A single human taxpayer filing a 1040 — or a married couple filing jointly on one 1040.

WhatDetail
Return types1040
Tax IDSSN (stored securely)
RequiredFirst name, last name, display name
OptionalDOB, filing status, address, phone, spouse fields
Spouse fieldsSpouse name, SSN, DOB — used when filing status is Married Filing Jointly
Filing statusesSingle, Married Filing Jointly, Married Filing Separately, Head of Household, Qualifying Widow(er)
Default AI checklistW-2, 1099-INT, 1099-DIV, 1099-NEC, 1098, prior-year return, basic supporting documents

Joint vs separate filers

For a married couple filing jointly, pick Individual and set filing status to Married Filing Jointly — that’s one client, one return. The spouse goes in the spouse fields, not as a separate contact (unless they also need portal access — see Portal access).

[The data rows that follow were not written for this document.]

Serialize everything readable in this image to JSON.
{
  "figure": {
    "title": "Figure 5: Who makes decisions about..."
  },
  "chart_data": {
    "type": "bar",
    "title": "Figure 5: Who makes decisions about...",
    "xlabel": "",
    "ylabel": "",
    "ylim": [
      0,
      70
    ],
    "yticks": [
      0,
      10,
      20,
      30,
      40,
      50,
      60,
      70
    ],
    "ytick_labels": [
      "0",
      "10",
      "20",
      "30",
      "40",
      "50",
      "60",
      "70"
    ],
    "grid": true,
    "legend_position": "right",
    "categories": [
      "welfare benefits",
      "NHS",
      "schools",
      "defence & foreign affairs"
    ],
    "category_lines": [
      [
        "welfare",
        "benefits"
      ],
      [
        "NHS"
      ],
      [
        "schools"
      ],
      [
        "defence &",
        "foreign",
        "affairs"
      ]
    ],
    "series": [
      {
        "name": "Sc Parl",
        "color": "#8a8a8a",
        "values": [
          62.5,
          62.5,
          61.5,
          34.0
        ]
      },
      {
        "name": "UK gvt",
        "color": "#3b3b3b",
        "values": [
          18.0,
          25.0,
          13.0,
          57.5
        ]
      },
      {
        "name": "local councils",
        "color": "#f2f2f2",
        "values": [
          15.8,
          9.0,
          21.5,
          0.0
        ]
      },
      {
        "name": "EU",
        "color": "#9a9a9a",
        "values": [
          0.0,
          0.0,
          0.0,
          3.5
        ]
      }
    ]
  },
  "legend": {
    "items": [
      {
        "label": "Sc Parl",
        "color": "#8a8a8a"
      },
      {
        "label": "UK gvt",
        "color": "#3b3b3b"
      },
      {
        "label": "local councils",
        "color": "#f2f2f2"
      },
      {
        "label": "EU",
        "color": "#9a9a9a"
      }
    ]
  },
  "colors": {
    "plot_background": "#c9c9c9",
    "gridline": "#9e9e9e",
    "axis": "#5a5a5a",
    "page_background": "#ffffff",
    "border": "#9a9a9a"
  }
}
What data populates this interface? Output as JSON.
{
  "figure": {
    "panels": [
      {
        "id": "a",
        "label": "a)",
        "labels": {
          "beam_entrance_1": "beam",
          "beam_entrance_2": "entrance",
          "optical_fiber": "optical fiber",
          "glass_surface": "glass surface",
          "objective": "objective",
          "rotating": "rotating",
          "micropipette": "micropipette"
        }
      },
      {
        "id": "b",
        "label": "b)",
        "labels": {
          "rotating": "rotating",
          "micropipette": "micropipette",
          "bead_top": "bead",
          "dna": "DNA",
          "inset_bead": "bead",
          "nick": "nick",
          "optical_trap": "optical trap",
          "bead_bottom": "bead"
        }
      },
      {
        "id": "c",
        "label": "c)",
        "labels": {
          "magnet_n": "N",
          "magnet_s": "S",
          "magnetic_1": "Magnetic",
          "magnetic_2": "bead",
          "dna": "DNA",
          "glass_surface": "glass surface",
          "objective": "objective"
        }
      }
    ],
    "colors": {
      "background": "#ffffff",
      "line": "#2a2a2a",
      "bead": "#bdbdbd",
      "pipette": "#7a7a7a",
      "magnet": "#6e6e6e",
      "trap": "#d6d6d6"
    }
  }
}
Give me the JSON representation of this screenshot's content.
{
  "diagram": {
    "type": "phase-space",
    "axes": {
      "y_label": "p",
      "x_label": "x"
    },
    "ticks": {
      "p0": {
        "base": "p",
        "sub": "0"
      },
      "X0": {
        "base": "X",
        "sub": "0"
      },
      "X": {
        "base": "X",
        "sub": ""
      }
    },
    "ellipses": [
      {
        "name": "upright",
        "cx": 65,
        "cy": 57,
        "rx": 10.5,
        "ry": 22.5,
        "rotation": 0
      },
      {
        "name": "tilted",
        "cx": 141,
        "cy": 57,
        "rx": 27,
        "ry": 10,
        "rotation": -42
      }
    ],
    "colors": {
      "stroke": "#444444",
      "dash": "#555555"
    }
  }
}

For couples filing separately, create two Individual clients. They can share documents through a Spouse relationship.

Business

An LLC, partnership, S-corporation, or C-corporation filing its own return.

WhatDetail
Return types1120S (S-corp), 1120 (C-corp), 1065 (partnership)
Tax IDEIN (stored securely)
RequiredDisplay name (the legal entity name)
OptionalEIN, address, phone, primary contact
Not usedSSN, DOB, filing status, spouse fields
Default AI checklistPrior-year return, financial statements, payroll summaries, partner list (for 1065 and 1120S)

Sole proprietorships

A sole proprietorship is reported on Schedule C of the owner’s 1040 — it’s not a separate filer. Don’t create a Business client for a sole prop. Add Schedule C as a deliverable on the owner’s Individual client.

Trust

A trust or estate filing a 1041.

WhatDetail
Return types1041
Tax IDSSN (grantor trusts) or EIN (most trusts and estates) — Assure Pro lets you store both
RequiredFirst name + last name, or display name. Trusts can be named after the grantor (“The Smith Family Trust”) or the legal entity.
OptionalDOB (for grantor trusts), address, beneficiary list
Default AI checklist1099 family (interest, dividends), K-1s received from underlying entities, trust agreement

When to pick Trust vs Individual

A revocable living trust where the grantor is still alive and reports the trust’s income on their own 1040 stays as an Individual client. Pick Trust only when the trust files its own 1041.

Nonprofit

A tax-exempt organization filing a 990 (or 990-EZ, 990-N, 990-T, 990-PF).

WhatDetail
Return types990, 990-EZ, 990-N, 990-T, 990-PF
Tax IDEIN
RequiredDisplay name (the legal entity name)
OptionalEIN, address, phone, primary contact
Default AI checklistPrior-year 990, financial statements, board of directors list, schedule of contributions, schedule of grants

What’s required per type

WhatIndividualBusinessTrustNonprofit
Display nameRequiredRequiredRequiredRequired
First / last nameRequiredRequired
SSNOptionalOptional
EINOptionalOptionalOptional
DOBOptionalOptional
Filing statusOptional

A dash means the field isn’t shown in the new client dialog for that entity type.

Changing entity type

Entity type is set when you create the client and shouldn’t change. If a client switches structure (for example, a sole prop incorporates into an S-corp), create a new client of the new type and link the old and new with a relationship of type Subsidiary or Parent company. The old client stays for historical reference and can be archived.

Switching entity type directly on a client record isn’t supported — the field controls too much downstream behavior (return types, AI checklist defaults, available custom fields). Always create a new client.